● Assignment
Report every line of the records below that includes the string "will".

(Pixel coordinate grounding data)
###
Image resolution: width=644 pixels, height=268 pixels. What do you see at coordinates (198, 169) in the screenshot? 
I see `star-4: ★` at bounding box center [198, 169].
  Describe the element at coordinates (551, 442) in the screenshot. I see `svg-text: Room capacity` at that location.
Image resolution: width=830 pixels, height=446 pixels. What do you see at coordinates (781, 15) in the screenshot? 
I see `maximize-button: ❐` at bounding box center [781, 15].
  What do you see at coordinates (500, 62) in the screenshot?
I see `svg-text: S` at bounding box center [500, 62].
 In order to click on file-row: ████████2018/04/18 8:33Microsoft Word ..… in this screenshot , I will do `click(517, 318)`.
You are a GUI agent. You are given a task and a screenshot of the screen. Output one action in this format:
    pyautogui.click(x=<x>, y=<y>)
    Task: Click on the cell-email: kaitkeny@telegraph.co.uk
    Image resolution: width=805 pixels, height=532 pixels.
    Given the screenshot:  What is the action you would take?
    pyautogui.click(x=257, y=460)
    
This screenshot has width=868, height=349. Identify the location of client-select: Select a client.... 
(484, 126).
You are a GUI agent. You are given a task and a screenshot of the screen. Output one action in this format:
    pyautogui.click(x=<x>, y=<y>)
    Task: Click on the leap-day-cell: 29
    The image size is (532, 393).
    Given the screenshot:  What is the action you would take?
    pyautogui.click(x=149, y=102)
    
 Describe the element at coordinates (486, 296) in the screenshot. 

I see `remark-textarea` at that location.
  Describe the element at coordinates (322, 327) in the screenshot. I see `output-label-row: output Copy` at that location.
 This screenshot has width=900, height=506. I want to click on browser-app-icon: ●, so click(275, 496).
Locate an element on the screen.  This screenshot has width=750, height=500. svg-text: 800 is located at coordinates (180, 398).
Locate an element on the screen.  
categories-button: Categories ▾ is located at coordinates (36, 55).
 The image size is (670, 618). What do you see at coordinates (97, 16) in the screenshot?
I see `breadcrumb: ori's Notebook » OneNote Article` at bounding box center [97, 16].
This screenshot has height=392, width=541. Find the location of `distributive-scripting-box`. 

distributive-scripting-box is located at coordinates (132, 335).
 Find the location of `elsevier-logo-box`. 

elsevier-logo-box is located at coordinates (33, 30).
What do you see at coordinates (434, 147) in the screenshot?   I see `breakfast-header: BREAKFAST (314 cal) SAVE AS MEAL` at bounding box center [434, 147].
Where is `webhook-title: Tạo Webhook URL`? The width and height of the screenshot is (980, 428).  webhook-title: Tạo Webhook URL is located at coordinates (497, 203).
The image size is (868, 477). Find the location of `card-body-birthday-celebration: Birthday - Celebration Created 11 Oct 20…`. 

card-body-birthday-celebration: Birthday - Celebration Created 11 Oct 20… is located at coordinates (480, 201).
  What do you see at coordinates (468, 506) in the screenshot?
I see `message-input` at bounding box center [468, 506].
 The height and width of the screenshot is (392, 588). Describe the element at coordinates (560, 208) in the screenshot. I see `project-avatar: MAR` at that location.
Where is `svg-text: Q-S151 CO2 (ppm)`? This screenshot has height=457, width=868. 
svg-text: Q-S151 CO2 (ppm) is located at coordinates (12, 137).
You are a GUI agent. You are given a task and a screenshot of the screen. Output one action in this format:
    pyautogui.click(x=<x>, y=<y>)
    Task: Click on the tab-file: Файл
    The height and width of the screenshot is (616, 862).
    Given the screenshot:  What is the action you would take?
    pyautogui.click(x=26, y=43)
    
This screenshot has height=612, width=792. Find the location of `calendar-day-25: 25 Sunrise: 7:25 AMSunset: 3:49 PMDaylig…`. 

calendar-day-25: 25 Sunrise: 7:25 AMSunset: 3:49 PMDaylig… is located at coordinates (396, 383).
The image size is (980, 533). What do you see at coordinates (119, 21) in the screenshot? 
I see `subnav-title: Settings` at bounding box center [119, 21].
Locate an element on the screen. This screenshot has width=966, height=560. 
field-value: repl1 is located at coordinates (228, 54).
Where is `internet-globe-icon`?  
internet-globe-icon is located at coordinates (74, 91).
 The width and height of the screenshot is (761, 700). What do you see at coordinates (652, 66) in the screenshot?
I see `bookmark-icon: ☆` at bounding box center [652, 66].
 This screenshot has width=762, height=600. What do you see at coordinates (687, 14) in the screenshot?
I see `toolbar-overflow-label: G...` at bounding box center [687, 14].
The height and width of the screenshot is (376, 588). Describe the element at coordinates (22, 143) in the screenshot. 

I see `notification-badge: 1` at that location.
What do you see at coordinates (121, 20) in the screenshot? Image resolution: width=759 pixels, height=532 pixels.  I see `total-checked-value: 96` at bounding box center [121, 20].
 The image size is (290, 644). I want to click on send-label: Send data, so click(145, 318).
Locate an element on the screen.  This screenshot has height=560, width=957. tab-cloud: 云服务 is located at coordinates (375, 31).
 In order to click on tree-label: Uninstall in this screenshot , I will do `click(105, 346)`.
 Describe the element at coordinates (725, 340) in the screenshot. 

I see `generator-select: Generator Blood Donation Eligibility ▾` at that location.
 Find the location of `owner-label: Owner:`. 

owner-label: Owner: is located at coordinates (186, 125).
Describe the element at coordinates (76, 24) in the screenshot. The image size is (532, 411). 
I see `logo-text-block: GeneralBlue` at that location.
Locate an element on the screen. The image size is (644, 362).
###
● Solution for this problem
 In order to click on file-row: ████████2018/04/18 8:33Microsoft Word ..… in this screenshot , I will do `click(517, 318)`.
 In order to click on tree-label: Uninstall in this screenshot , I will do `click(105, 346)`.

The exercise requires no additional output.